P.S. 287 PTA President Edgardo Rivera told Department of Education officials at Wednesday's PTA meeting that parents don't want older children at their Fort Greene school, according to the Associated Press. P.S. 287 is located at 50 Navy St., near the Brooklyn Queens Expressway.
While the New York City Department of Education says it is happy to consider parents' feeling in this matter, the PTA's argument doesn't appear to hold water. P.S. 287 currently shares its building — without complaint — with the High School for Law and Justice, slated to move into the Family Court Building on Adams Street in Downtown Brooklyn this September.
"We are considering P.S. 287 as a long term site for Khalil Gibran International Academy," DOE spokesperson Melody Meyer told the Brooklyn Daily Eagle yesterday.
She expressed puzzlement with P.S. 287's sudden aversion to older students in the school building. "An important detail has been overlooked," she said. "The school currently shares space with a high school, the Urban Assembly School for Law and Justice, which is moving into the renovated Family Court Building.
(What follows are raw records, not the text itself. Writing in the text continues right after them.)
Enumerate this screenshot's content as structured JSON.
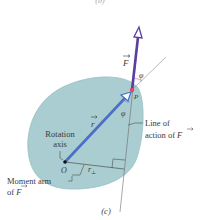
{
  "figure": {
    "top_caption": "(b)",
    "caption": "(c)",
    "labels": {
      "force": "F",
      "position": "r",
      "point": "P",
      "origin": "O",
      "angle_top": "φ",
      "angle_bottom": "φ",
      "perp_arm": "r",
      "perp_sub": "⊥",
      "rotation_axis_line1": "Rotation",
      "rotation_axis_line2": "axis",
      "line_of_action_line1": "Line of",
      "line_of_action_line2": "action of",
      "line_of_action_var": "F",
      "moment_arm_line1": "Moment arm",
      "moment_arm_line2": "of",
      "moment_arm_var": "F"
    },
    "colors": {
      "body_fill": "#a9cdd0",
      "body_edge": "#97bfc3",
      "force_vector": "#5b3f9e",
      "position_vector": "#4a6fc4",
      "point_marker": "#e8436a",
      "guide_line": "#6c6c6c",
      "text": "#3a3a3a"
    }
  }
}
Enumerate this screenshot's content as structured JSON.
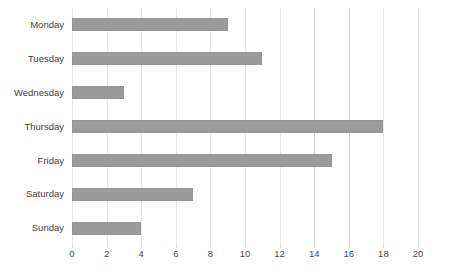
{
  "chart_data": {
    "type": "bar",
    "orientation": "horizontal",
    "title": "",
    "xlabel": "",
    "ylabel": "",
    "categories": [
      "Monday",
      "Tuesday",
      "Wednesday",
      "Thursday",
      "Friday",
      "Saturday",
      "Sunday"
    ],
    "values": [
      9,
      11,
      3,
      18,
      15,
      7,
      4
    ],
    "xlim": [
      0,
      20
    ],
    "xticks": [
      0,
      2,
      4,
      6,
      8,
      10,
      12,
      14,
      16,
      18,
      20
    ],
    "xtick_labels": [
      "0",
      "2",
      "4",
      "6",
      "8",
      "10",
      "12",
      "14",
      "16",
      "18",
      "20"
    ],
    "grid": true,
    "grid_axis": "x",
    "legend": null,
    "bar_color": "#9b9b9b",
    "gridline_color": "#e8e8e8",
    "major_gridline_color": "#d2d2d2",
    "major_gridlines": [
      14,
      16
    ],
    "label_color": "#404040",
    "background_color": "#ffffff"
  }
}
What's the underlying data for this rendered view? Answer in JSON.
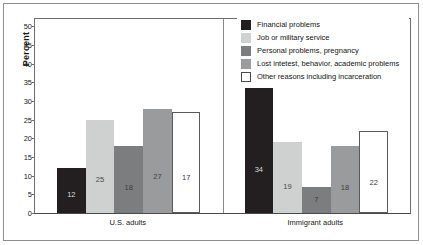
{
  "chart_data": {
    "type": "bar",
    "title": "",
    "xlabel": "",
    "ylabel": "Percent",
    "ylim": [
      0,
      52
    ],
    "ytick_labels": [
      "0",
      "5",
      "10",
      "15",
      "20",
      "25",
      "30",
      "35",
      "40",
      "45",
      "50"
    ],
    "ytick_values": [
      0,
      5,
      10,
      15,
      20,
      25,
      30,
      35,
      40,
      45,
      50
    ],
    "grid": false,
    "legend_position": "top-right",
    "categories": [
      "U.S. adults",
      "Immigrant adults"
    ],
    "series": [
      {
        "name": "Financial problems",
        "color": "#231f20",
        "values": [
          12,
          34
        ],
        "labels": [
          "12",
          "34"
        ]
      },
      {
        "name": "Job or military service",
        "color": "#cfd0d0",
        "values": [
          25,
          19
        ],
        "labels": [
          "25",
          "19"
        ]
      },
      {
        "name": "Personal problems, pregnancy",
        "color": "#7c7d7f",
        "values": [
          18,
          7
        ],
        "labels": [
          "18",
          "7"
        ]
      },
      {
        "name": "Lost intetest, behavior, academic problems",
        "color": "#9a9b9d",
        "values": [
          28,
          18
        ],
        "labels": [
          "27",
          "18"
        ]
      },
      {
        "name": "Other reasons including incarceration",
        "color": "#ffffff",
        "values": [
          27,
          22
        ],
        "labels": [
          "17",
          "22"
        ]
      }
    ]
  },
  "axis": {
    "ylabel": "Percent",
    "ticks": [
      "50",
      "45",
      "40",
      "35",
      "30",
      "25",
      "20",
      "15",
      "10",
      "5",
      "0"
    ]
  },
  "groups": [
    {
      "label": "U.S. adults"
    },
    {
      "label": "Immigrant adults"
    }
  ],
  "legend": {
    "items": [
      {
        "label": "Financial problems",
        "color": "#231f20"
      },
      {
        "label": "Job or military service",
        "color": "#cfd0d0"
      },
      {
        "label": "Personal problems, pregnancy",
        "color": "#7c7d7f"
      },
      {
        "label": "Lost intetest, behavior, academic problems",
        "color": "#9a9b9d"
      },
      {
        "label": "Other reasons including incarceration",
        "color": "#ffffff"
      }
    ]
  }
}
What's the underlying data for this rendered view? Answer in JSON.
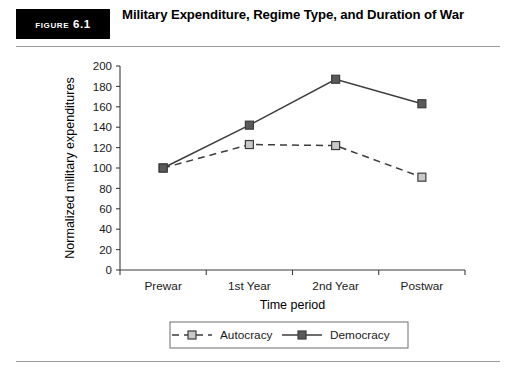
{
  "figure": {
    "tag": "Figure 6.1",
    "title": "Military Expenditure, Regime Type, and Duration of War"
  },
  "chart_data": {
    "type": "line",
    "title": "Military Expenditure, Regime Type, and Duration of War",
    "xlabel": "Time period",
    "ylabel": "Normalized military expenditures",
    "categories": [
      "Prewar",
      "1st Year",
      "2nd Year",
      "Postwar"
    ],
    "ylim": [
      0,
      200
    ],
    "yticks": [
      0,
      20,
      40,
      60,
      80,
      100,
      120,
      140,
      160,
      180,
      200
    ],
    "grid": false,
    "legend_position": "bottom",
    "series": [
      {
        "name": "Autocracy",
        "values": [
          100,
          123,
          122,
          91
        ],
        "line_style": "dashed",
        "marker": "square",
        "marker_fill": "#c9c9c9",
        "color": "#3d3d3d"
      },
      {
        "name": "Democracy",
        "values": [
          100,
          142,
          187,
          163
        ],
        "line_style": "solid",
        "marker": "square",
        "marker_fill": "#5a5a5a",
        "color": "#3d3d3d"
      }
    ]
  }
}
"We have been talking with the School Leadership Team since early February," Meyer said. "For two or three weeks there's been no issue; everything was fine until yesterday. The PTA president was part of our conversation from the beginning. He [Edgardo Rivera] invited the Department of Education to the regularly scheduled PTA meeting to answer questions."
PTA President Rivera did not return a call for comment by press time.